Superman may be faster than a speeding bullet, but even he can't outrun copyright law. Since the dawn of the pulp hero in the 1930s, publishers and authors have fought over the privilege of making money off of comics, and the authors and artists usually have lost. Jerry Siegel and Joe Shuster, the creators of Superman, got all of $130 for the rights to the hero. In Empire of the Superheroes, Mark Cotta Vaz argues that licensing and litigation do as much as any ink-stained creator to shape the mythology of comic characters. Vaz reveals just how precarious life was for the legends of the industry. Siegel and Shuster—and their heirs—spent seventy years battling lawyers to regain rights to Superman. Jack Kirby and Joe Simon were cheated out of their interest in Captain America, and Kirby's children brought a case against Marvel to the doorstep of the Supreme Court. To make matters worse, the infant comics medium was nearly strangled in its crib by censorship and moral condemnation. For the writers and illustrators now celebrated as visionaries, the "golden age" of comics felt more like hard times. The fantastical characters that now earn Hollywood billions have all-too-human roots. Empire of the Superheroes digs them up, detailing the creative martyrdom at the heart of a pop-culture powerhouse.

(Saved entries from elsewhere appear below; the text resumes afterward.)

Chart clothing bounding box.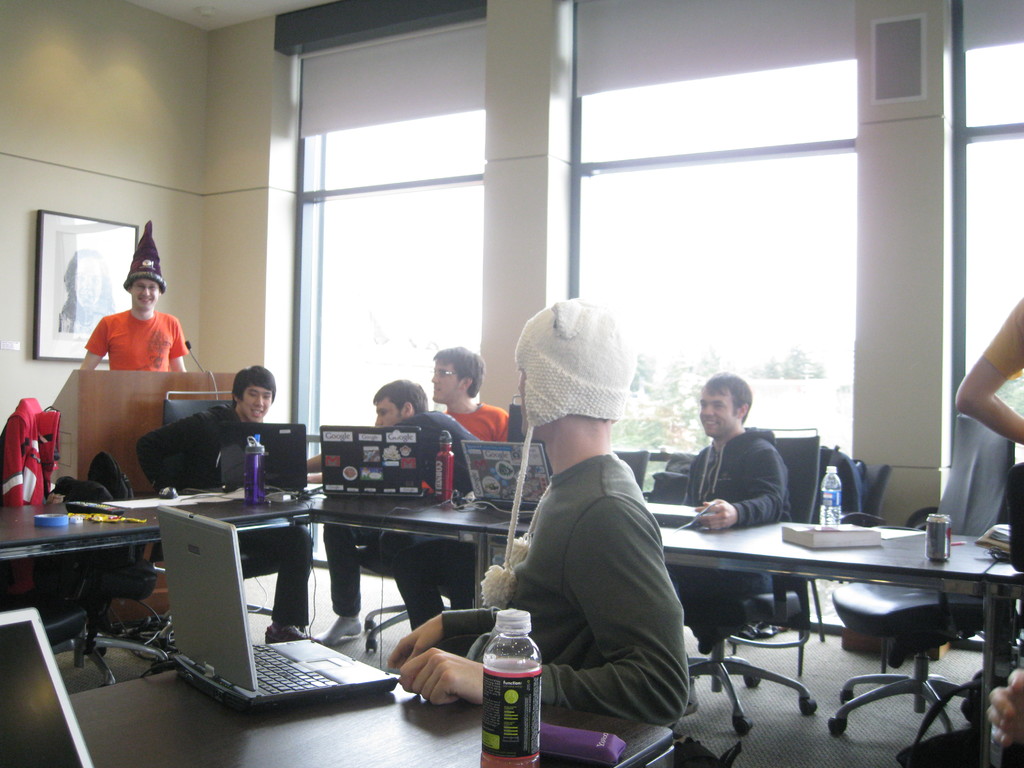
Charted: region(323, 405, 495, 630).
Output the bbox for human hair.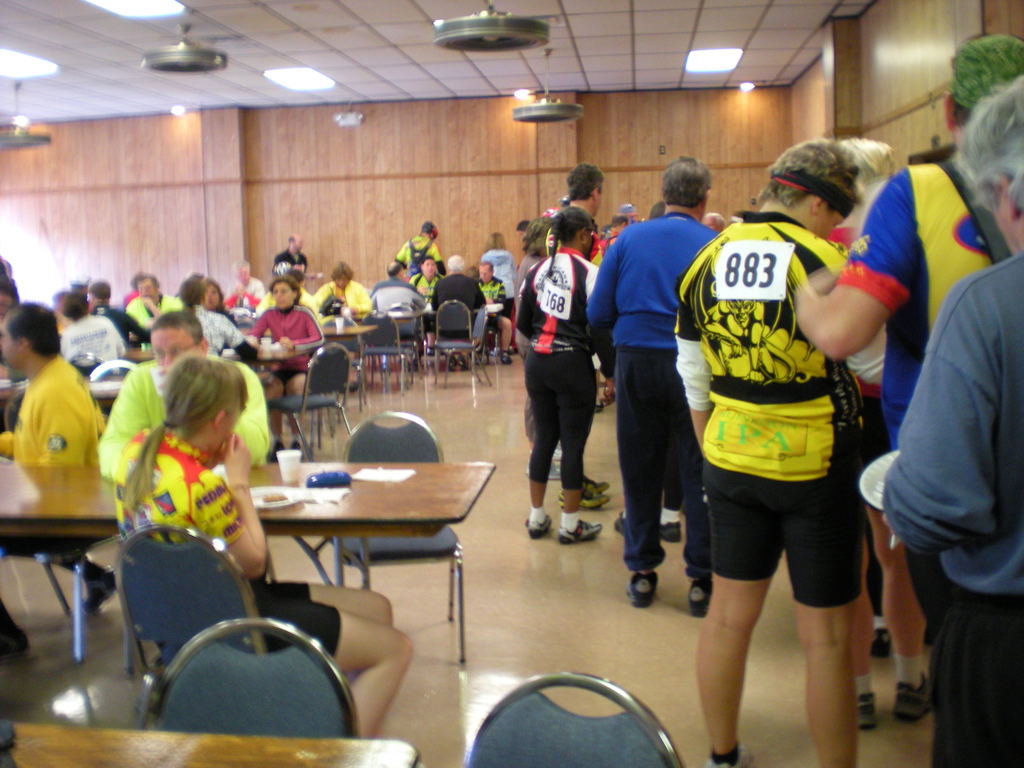
(266, 276, 298, 291).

THE EMPIRE STATE IS THE OTHER NEW YORK.
Paul Boyer, By the Bomb's Early Light: American Thought and Culture at the Dawn of the Cold War (Chapel Hill: University of North Carolina Press, 1994), 31. 40. “For the Future,” Newsweek, Aug. 20, 1945, 59–60. 41.
Centuries ago, two Mayan brothers constructed a spacecraft that sent them hurtling into outer space.
Along the way he must uncover the link with a strange metahuman who disappeared a decade ago. The Queen of Volaris might not be who she claims...New Empire is the fifth book in the bestselling Meta series.
In this science fiction tale of action, adventure, and war, an alliance of reptilian races seeking to conquer the galaxy faces off against an immortal warrior race.
This book looks in detail at twenty key titles, covering every step of the development from comic book panel to feature film frame.
From cult classics like The Crow and Tank Girl to today's Marvel and DC blockbusters, this book takes you on a thrilling journey through the world's favorite movie genre.
Vulcan, a mutant with power to split a plant in two, hunts for his mother's killer leaving a trail of destruction and death in his wake, will the X-men be able to stop him before their empire is destroyed?
Collects Black Panther (2018) #13-18.
Book eight in the Superhero Epic series.